Filed Date: 2/15/2011
Status: Precedential
Modified Date: 11/1/2024
In an action, inter alia, to recover damages for breach of
Ordered that the order is affirmed, with costs.
According to the complaint, the defendant and the plaintiffs predecessor-in-interest, American Health Capital, Inc. (hereinafter AHC), entered into an agreement in 1985 under which the defendant, in exchange for being appointed the exclusive insurer for a bond issue arranged by AHC, would pay AHC an “origination fee” of 12.5% of the premiums it received, as well as percentages of subsequent annual and “recycled” premiums on outstanding bonds.
On August 27, 2009, the plaintiff commenced this action, inter alia, to recover damages for breach of the alleged agreement. The defendant moved, inter alia, to dismiss the complaint pursuant to CPLR 3211 (a) (5) based upon the statute of frauds and the statute of limitations. The Supreme Court granted those branches of the defendant’s motion which were to dismiss the complaint on those grounds, and we affirm.
General Obligations Law § 5-701 provides that “[e]very agreement, promise or undertaking is void, unless it or some note or memorandum thereof be in writing, and subscribed by the party to be charged therewith, or by his lawful agent, if such agreement, promise or undertaking ... By its terms is not to be performed within one year from the making thereof’ (General Obligations Law § 5-701 [a] [1]). However, the statute does not require that an agreement be contained in one signed document, however. Rather, it may be satisfied by multiple writings, signed and unsigned, provided that all of the terms “must be set out in the various writings presented to the court, and at least one writing, the one establishing a contractual relationship between the parties, must bear the signature of the party to be charged, while the unsigned document must on its face refer to the same transaction as that set forth in the one that was signed” (Crabtree v Elizabeth Arden Sales Corp., 305 NY 48, 55-56 [1953]).
Here, the alleged agreement was never reduced to a writing signed by both parties. A letter sent by AHC to the defendant in December 1985 contained terms providing for AHC’s entitlement to various percentages of premiums received by the defendant, but that letter was not signed by the defendant, despite a request in the letter that the defendant do so, and no other writing established the contractual relationship. The
The plaintiffs remaining contentions either are without merit or need not be reached in light of our determination. Mastro, J.P., Balkin, Leventhal and Miller, JJ., concur.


What you should do:
Only one stretch of the data is wanted: the line containing "pyautogui.click(x=<x>, y=<y>)", the line containing "What do you see at coordinates (62, 167)", and every line between them, copied exactly.

Stored items:
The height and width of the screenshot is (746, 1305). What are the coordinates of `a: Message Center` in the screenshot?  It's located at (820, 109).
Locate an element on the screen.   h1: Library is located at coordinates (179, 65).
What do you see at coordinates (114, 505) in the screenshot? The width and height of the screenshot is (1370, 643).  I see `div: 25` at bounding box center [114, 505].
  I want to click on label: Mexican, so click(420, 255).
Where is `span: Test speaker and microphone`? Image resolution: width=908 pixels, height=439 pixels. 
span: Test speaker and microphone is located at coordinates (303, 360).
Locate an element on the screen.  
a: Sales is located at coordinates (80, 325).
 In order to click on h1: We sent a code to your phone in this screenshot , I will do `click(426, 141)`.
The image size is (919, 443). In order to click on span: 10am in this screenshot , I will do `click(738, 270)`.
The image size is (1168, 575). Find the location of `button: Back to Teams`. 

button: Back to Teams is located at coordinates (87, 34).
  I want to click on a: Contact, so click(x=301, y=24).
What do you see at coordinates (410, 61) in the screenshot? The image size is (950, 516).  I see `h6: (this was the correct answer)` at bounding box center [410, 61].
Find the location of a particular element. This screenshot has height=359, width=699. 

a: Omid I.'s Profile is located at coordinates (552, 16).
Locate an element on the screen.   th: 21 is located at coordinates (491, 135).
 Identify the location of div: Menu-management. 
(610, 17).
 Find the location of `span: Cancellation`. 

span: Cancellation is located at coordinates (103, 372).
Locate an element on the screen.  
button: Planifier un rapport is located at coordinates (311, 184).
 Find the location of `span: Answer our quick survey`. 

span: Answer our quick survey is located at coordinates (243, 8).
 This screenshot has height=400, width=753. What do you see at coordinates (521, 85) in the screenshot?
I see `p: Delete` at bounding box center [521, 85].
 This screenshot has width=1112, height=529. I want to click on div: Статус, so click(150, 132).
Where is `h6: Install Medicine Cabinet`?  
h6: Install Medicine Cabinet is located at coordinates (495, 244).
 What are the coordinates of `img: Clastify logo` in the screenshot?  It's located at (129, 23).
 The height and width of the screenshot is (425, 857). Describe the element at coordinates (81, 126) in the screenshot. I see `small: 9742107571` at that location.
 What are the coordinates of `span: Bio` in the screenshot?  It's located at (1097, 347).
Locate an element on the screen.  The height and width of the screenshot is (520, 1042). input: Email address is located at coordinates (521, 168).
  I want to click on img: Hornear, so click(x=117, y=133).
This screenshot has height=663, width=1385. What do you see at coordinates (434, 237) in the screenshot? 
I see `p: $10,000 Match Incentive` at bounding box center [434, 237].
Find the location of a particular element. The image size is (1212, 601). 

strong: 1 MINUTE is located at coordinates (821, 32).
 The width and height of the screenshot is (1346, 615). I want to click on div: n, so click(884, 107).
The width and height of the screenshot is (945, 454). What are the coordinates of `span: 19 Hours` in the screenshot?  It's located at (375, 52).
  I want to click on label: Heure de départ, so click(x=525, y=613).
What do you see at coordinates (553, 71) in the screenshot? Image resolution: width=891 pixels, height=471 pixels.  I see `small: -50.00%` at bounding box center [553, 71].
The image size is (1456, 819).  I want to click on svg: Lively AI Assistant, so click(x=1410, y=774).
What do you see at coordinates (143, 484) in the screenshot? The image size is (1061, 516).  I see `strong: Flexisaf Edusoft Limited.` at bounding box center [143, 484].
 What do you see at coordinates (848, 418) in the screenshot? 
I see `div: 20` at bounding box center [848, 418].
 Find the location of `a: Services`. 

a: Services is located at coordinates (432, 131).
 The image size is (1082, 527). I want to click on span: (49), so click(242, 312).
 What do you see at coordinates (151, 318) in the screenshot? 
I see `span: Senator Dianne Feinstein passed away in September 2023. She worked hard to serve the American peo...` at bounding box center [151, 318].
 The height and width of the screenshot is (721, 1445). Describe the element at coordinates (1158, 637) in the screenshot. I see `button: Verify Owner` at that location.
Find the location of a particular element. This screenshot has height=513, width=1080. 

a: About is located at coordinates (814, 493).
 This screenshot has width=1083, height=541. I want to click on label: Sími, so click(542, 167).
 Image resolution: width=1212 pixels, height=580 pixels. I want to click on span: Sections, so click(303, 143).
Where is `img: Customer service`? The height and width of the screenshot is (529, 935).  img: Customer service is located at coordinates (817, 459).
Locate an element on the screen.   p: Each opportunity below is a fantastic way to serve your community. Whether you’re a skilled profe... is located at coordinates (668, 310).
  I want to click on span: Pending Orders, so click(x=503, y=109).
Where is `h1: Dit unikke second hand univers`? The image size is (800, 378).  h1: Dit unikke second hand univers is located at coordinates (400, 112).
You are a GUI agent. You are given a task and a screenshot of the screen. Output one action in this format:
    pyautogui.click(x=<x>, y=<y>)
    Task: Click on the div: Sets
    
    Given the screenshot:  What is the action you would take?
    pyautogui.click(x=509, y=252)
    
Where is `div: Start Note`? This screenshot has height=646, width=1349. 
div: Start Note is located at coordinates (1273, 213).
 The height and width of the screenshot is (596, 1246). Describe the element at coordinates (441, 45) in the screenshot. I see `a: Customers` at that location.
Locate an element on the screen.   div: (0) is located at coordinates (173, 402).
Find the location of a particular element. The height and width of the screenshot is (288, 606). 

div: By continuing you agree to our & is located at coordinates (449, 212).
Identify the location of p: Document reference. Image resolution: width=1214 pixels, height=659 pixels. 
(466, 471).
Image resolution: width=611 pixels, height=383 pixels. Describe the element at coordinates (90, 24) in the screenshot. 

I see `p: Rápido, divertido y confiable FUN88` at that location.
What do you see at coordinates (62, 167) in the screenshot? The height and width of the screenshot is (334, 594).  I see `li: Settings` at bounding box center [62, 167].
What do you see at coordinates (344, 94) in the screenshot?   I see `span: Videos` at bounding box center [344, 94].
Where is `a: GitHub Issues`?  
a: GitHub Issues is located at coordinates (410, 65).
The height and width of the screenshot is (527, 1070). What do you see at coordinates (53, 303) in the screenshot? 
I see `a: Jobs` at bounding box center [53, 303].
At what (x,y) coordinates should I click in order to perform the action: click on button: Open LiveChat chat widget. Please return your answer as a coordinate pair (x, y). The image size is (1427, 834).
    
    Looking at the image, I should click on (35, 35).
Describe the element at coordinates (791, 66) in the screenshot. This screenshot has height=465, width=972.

Your solution:
    pyautogui.click(x=<x>, y=<y>)
    Task: Click on the div: Sets
    
    Given the screenshot:  What is the action you would take?
    pyautogui.click(x=509, y=252)
    
Where is `div: Start Note`? This screenshot has height=646, width=1349. 
div: Start Note is located at coordinates (1273, 213).
 The height and width of the screenshot is (596, 1246). Describe the element at coordinates (441, 45) in the screenshot. I see `a: Customers` at that location.
Locate an element on the screen.   div: (0) is located at coordinates (173, 402).
Find the location of a particular element. The height and width of the screenshot is (288, 606). 

div: By continuing you agree to our & is located at coordinates (449, 212).
Identify the location of p: Document reference. Image resolution: width=1214 pixels, height=659 pixels. 
(466, 471).
Image resolution: width=611 pixels, height=383 pixels. Describe the element at coordinates (90, 24) in the screenshot. 

I see `p: Rápido, divertido y confiable FUN88` at that location.
What do you see at coordinates (62, 167) in the screenshot? The height and width of the screenshot is (334, 594).  I see `li: Settings` at bounding box center [62, 167].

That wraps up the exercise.